19 May 2026 · By DocxCloud Team

Production Database Setup for Startups: PostgreSQL on AWS (What to Actually Do)

Running SQLite locally or using a free hobby Postgres tier is fine while building. Going live with real users requires a different setup. Here is what changes.

A local SQLite database or a free hobby-tier Postgres instance is the right call while you are building and validating. The moment real users start storing data you care about, you need a production database setup — one that survives server restarts, has automated backups, is not exposed to the public internet, and can be scaled without data loss.

The most reliable managed PostgreSQL option on AWS is Amazon RDS for PostgreSQL. You pay for a running instance whether you are using it or not, but you get automated daily backups, point-in-time recovery, automatic minor version patching, and Multi-AZ failover if you need it. A db.t4g.micro instance (2 vCPUs burstable, 1 GB RAM) costs around $13 to $16 per month with 20 GB of gp3 storage. That is enough for a startup with up to a few hundred thousand rows and modest query traffic. A db.t4g.small (2 GB RAM) at around $26 per month handles most early-traction apps comfortably.

The first critical configuration decision is network placement. Your RDS instance must go into a private subnet — a subnet with no direct route to the internet. Only your application server (the EC2 instance or container running your API) should be able to reach the database, via a security group rule that allows TCP 5432 from the application server's security group only. Never open port 5432 to 0.0.0.0/0. This is the most common misconfiguration that exposes production databases.

For connection management, most Node.js applications use a connection pool — pg-pool for raw Postgres, or the built-in pooler in an ORM like Prisma or Drizzle. Production apps should configure a pool of 5 to 20 connections depending on traffic. RDS connection limits are tied to instance memory: a db.t4g.micro supports around 40 connections max. If you exceed that, connections queue up or fail. If you are running multiple application servers (or serverless functions), consider PgBouncer as a connection pooler in front of RDS to multiplex connections.

Backups are non-negotiable. RDS automated backups are enabled by default and retain snapshots for 7 days (you can extend to 35 days). Before any significant database migration or data cleanup, take a manual snapshot from the RDS console or via the CLI — aws rds create-db-snapshot. Manual snapshots persist until you delete them. Point-in-time recovery lets you restore to any second within your retention window, which has saved teams from accidental mass-deletes more times than anyone likes to admit.

Schema migrations in production require care. Running CREATE TABLE IF NOT EXISTS or adding a column with ALTER TABLE ADD COLUMN IF NOT EXISTS is safe because it is backward compatible. Dropping a column or renaming a column is dangerous — if your old application code references the old name before you deploy the new code, requests fail. The pattern is: deploy code that works with both old and new schema, migrate the schema, then remove the old compatibility code in a follow-up deploy.

For connection strings, store the database URL as a secret in AWS Secrets Manager or SSM Parameter Store, not in your code or a .env file committed to git. Your application reads it at startup via the AWS SDK or CLI. Secrets Manager also supports automatic rotation for RDS passwords.

If you want a simpler alternative to RDS for early-stage projects, Supabase gives you a managed PostgreSQL instance with a REST API, authentication, and a dashboard — useful when you do not want to manage VPC networking. Neon is another option with a serverless PostgreSQL model that scales to zero when unused, reducing cost for intermittently active apps.

The bottom line: get your database into a private subnet behind a security group, turn on automated backups, use a connection pool, and store your credentials in a secret manager. These four steps take a few hours to configure but protect you from the most common production database failures.

#PostgreSQL#AWS RDS#database#production#startup

Related reading

More articles

Want a managed website like this?

DocxCloud builds and manages professional online presence for Indian businesses — branded site, SEO, hosting, content updates. From ₹2,000/month.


> **Work to be completed**:
Pictures stay out of your copy, but everything else in the records below must be repeated exactly.
(Excerpted data Opens)
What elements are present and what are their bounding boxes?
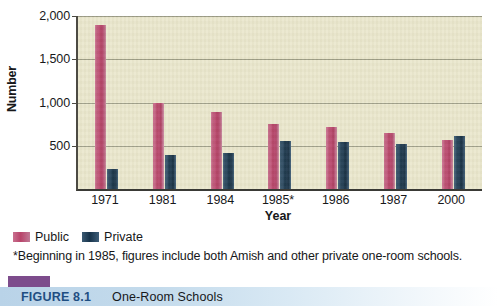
x-tick-label: 1986 [322,193,349,207]
bar-private-2000 [454,136,465,189]
y-axis-title: Number [5,59,19,119]
legend: Public Private [13,230,143,244]
legend-item-public: Public [13,230,69,244]
bar-group [309,16,367,189]
bar-public-1986 [326,127,337,189]
bar-private-1984 [223,153,234,189]
bar-group [136,16,194,189]
bar-private-1971 [107,169,118,189]
bar-private-1987 [396,144,407,189]
bar-public-2000 [442,140,453,189]
y-tick-mark [72,59,78,60]
y-tick-label: 1,000 [39,96,70,110]
footnote: *Beginning in 1985, figures include both… [13,249,462,263]
bar-public-1981 [153,103,164,189]
y-tick-mark [72,103,78,104]
bar-private-1986 [338,142,349,189]
x-tick-label: 1971 [91,193,118,207]
y-tick-label: 2,000 [39,9,70,23]
x-tick-label: 2000 [437,193,464,207]
legend-swatch-private-icon [82,232,99,242]
figure-container: Number 5001,0001,5002,000 19711981198419… [0,0,498,306]
caption-title: One-Room Schools [112,290,223,304]
legend-swatch-public-icon [13,232,30,242]
bar-public-1987 [384,133,395,189]
y-tick-label: 500 [49,139,70,153]
bar-group [251,16,309,189]
x-tick-label: 1987 [380,193,407,207]
x-axis-title: Year [76,209,480,223]
legend-item-private: Private [82,230,143,244]
y-tick-mark [72,146,78,147]
y-tick-mark [72,16,78,17]
bar-private-1981 [165,155,176,189]
y-tick-label: 1,500 [39,52,70,66]
caption-figure-number: FIGURE 8.1 [21,290,91,304]
plot-area [76,16,482,191]
legend-label-private: Private [104,230,143,244]
bar-public-1985 [268,124,279,189]
x-tick-label: 1981 [149,193,176,207]
legend-label-public: Public [35,230,69,244]
caption-bar: FIGURE 8.1 One-Room Schools [0,287,498,306]
y-axis-tick-labels: 5001,0001,5002,000 [18,0,74,226]
bar-group [424,16,482,189]
bar-private-1985 [280,141,291,189]
bar-group [78,16,136,189]
plot-inner [78,16,482,189]
bar-public-1984 [211,112,222,189]
bar-group [367,16,425,189]
caption-text: FIGURE 8.1 One-Room Schools [0,287,223,306]
x-tick-label: 1984 [207,193,234,207]
bar-group [193,16,251,189]
bar-public-1971 [95,25,106,189]
x-tick-label: 1985* [262,193,294,207]
chart: Number 5001,0001,5002,000 19711981198419… [0,0,498,226]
(Excerpted data Closes)
> **Exercise result**:
What elements are present and what are their bounding boxes?
x-tick-label: 1986 [322,193,349,207]
bar-private-2000 [454,136,465,189]
y-axis-title: Number [5,59,19,119]
legend: Public Private [13,230,143,244]
legend-item-public: Public [13,230,69,244]
bar-group [309,16,367,189]
bar-public-1986 [326,127,337,189]
bar-private-1984 [223,153,234,189]
bar-group [136,16,194,189]
bar-private-1971 [107,169,118,189]
bar-private-1987 [396,144,407,189]
bar-public-2000 [442,140,453,189]
y-tick-mark [72,59,78,60]
y-tick-label: 1,000 [39,96,70,110]
footnote: *Beginning in 1985, figures include both… [13,249,462,263]
bar-public-1981 [153,103,164,189]
y-tick-mark [72,103,78,104]
bar-private-1986 [338,142,349,189]
x-tick-label: 1971 [91,193,118,207]
y-tick-label: 2,000 [39,9,70,23]
x-tick-label: 2000 [437,193,464,207]
legend-swatch-private-icon [82,232,99,242]
figure-container: Number 5001,0001,5002,000 19711981198419… [0,0,498,306]
caption-title: One-Room Schools [112,290,223,304]
legend-swatch-public-icon [13,232,30,242]
bar-public-1987 [384,133,395,189]
y-tick-label: 500 [49,139,70,153]
bar-group [251,16,309,189]
x-tick-label: 1987 [380,193,407,207]
x-axis-title: Year [76,209,480,223]
legend-item-private: Private [82,230,143,244]
y-tick-mark [72,146,78,147]
y-tick-mark [72,16,78,17]
bar-private-1981 [165,155,176,189]
y-tick-label: 1,500 [39,52,70,66]
caption-figure-number: FIGURE 8.1 [21,290,91,304]
plot-area [76,16,482,191]
legend-label-private: Private [104,230,143,244]
bar-public-1985 [268,124,279,189]
x-tick-label: 1981 [149,193,176,207]
legend-label-public: Public [35,230,69,244]
caption-bar: FIGURE 8.1 One-Room Schools [0,287,498,306]
y-axis-tick-labels: 5001,0001,5002,000 [18,0,74,226]
bar-group [424,16,482,189]
bar-private-1985 [280,141,291,189]
bar-group [78,16,136,189]
plot-inner [78,16,482,189]
bar-public-1984 [211,112,222,189]
bar-group [367,16,425,189]
caption-text: FIGURE 8.1 One-Room Schools [0,287,223,306]
x-tick-label: 1984 [207,193,234,207]
bar-group [193,16,251,189]
bar-public-1971 [95,25,106,189]
x-tick-label: 1985* [262,193,294,207]
chart: Number 5001,0001,5002,000 19711981198419… [0,0,498,226]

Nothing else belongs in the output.